While it may look the same, everything to build and deliver this site has changed. Here’s a look at what and why.
I wrote about my blogging setup roughly a year ago, and in that post a couple of key motivations for the move to GitHub were:
- Get away from relying on building on Mac and pushing to S3
- Leverage the GitHub UI for small edits
There were benefits from the change, but not to the extent I was hoping. For example, say I was out somewhere, took an interesting photo, and wanted to author a brief post with that picture. Doing that without a laptop is not easy. How do I upload the image via the GitHub UI, for example? And then I need to remember where assets go and the correct Markdown syntax to reference the file (which is probably some UUID name). This all felt like way more friction than my WordPress experience 15 years ago.
I was also not satisfied with the local development story. Jekyll is fine (if slow), but I don’t want to mess with this or that version of Ruby and Gems in my environment. I want a docker image. But, as far as I can tell, there isn’t an official one that matched what GitHub Pages will use to build your site, and I ran into incompatibilities with stock Jekyll images. I did find a useable third party image but it was annoying to not have an offical one from GitHub.

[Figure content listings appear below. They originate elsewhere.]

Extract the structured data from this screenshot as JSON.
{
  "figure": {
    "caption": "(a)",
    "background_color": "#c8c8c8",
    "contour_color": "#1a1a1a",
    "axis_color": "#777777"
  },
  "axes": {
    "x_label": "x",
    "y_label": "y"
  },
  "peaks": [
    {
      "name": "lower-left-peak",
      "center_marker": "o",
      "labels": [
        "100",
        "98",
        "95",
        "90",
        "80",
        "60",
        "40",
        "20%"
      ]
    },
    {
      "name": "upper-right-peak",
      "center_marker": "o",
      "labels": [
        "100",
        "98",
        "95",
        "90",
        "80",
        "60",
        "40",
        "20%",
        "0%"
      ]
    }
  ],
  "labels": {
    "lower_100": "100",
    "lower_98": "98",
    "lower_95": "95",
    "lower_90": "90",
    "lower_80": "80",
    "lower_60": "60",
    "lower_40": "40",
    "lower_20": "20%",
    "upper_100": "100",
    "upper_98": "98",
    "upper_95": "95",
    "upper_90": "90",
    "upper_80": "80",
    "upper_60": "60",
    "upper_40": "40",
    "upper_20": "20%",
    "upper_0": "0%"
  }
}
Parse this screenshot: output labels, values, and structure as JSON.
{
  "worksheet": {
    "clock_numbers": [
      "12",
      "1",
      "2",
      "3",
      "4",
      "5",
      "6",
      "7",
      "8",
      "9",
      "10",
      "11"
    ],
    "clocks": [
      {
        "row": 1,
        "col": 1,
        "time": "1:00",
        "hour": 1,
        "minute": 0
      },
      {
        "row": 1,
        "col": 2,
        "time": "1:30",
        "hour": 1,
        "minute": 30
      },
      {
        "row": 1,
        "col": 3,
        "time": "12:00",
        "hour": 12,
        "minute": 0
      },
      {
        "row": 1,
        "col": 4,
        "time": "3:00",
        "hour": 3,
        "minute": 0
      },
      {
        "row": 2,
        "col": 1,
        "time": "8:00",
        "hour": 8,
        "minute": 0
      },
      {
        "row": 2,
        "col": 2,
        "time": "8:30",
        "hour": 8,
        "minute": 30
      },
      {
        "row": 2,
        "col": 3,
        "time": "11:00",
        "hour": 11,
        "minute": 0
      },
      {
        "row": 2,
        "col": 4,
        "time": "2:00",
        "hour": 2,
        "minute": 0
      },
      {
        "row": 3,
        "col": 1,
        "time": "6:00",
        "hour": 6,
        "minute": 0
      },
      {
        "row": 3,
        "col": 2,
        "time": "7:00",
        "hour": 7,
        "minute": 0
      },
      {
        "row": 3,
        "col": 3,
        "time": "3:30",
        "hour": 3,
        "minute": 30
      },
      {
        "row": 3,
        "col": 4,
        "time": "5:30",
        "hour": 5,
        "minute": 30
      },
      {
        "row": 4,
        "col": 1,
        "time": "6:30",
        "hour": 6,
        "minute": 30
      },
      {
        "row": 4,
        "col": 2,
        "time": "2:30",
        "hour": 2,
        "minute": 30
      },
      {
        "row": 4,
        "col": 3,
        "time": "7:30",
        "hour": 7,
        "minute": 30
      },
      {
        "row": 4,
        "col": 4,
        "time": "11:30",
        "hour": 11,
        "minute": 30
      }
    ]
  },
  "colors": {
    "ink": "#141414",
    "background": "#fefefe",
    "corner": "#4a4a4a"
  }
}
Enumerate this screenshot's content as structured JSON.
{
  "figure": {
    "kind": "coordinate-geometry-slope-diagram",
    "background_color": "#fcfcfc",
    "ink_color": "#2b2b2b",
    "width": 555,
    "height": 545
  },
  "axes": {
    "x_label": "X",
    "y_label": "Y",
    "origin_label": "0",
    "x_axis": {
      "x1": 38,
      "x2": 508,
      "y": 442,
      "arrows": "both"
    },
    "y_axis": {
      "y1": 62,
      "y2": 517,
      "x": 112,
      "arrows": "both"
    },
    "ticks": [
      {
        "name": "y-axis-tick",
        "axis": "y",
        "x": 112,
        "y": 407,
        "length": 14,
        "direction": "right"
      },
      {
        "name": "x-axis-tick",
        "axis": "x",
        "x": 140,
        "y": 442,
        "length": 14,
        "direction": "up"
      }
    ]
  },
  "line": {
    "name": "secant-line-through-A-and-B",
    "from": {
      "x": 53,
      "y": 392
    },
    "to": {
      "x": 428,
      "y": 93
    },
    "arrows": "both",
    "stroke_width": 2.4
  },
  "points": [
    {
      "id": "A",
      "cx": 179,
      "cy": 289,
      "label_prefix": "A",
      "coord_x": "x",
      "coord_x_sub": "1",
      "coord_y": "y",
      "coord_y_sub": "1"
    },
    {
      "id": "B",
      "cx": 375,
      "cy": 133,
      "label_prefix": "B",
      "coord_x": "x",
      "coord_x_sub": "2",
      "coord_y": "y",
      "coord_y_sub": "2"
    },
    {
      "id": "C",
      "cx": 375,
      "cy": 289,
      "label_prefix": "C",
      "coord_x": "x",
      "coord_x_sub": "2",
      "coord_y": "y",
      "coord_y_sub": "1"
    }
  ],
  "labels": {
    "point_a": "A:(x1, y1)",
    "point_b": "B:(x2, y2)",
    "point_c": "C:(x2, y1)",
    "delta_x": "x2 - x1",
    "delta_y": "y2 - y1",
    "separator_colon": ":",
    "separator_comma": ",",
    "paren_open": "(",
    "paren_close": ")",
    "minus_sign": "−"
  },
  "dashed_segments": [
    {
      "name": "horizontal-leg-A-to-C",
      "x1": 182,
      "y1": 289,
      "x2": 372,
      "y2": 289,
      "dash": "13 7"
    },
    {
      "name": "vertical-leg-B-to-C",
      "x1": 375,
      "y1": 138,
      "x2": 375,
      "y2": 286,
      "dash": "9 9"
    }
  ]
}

Enter Netlify CMS Link to heading
When I discovered Netlify CMS and I became really jealous and eventually motivated to change the entire pipeline. Now my authoring experience can be raw Markdown edited however I want, but it can also be:
I can easily add images again! Note that this is still a static site, not a hosted blogging service nor system I’m running. The nice UI is entirely client side and accessible from my site. Edits result in commits on GitHub. Netlify builds and publishes from GitHub automatically. Netlify Identity is used to control access to the UI and build process. This is all pretty quick to set up fits well within the Netlify free tier.
Cool, eh?
Hello Again, Hugo Link to heading
One of the boilerplate implementations for this setup was based on Hugo, so I also used the opportunity to switch back to that. I’m not too particular about which blogging engine I use as long as it is stable, but I’m definitely re-enjoying Hugo’s speed. Saving and seeing a LiveReload in my browser 100ms later is quite nice when doing any work on the site design.
Will It Stick? Link to heading
Hopefully. The big unknown is Netlify. I’ve not use them before, so I’m going to find out how well they work as a host compared to the rock solid experience with both S3 and GitHub Pages. A secondary concern is Netlify CMS and Netlify Identity. The CMS project seems a little sluggish, with lots of open issues and PR but the last commit almost 4 months ago. I’ve discovered a few annoying bugs already (mostly around login). Not a huge deal, but if there are security issues or critical bugs I might quickly become less comfortable with this setup. Similarly if the Identity service were to become rolled into a Pro plan, it would give me pause to pay out just for that feature which I’d only occasionally use.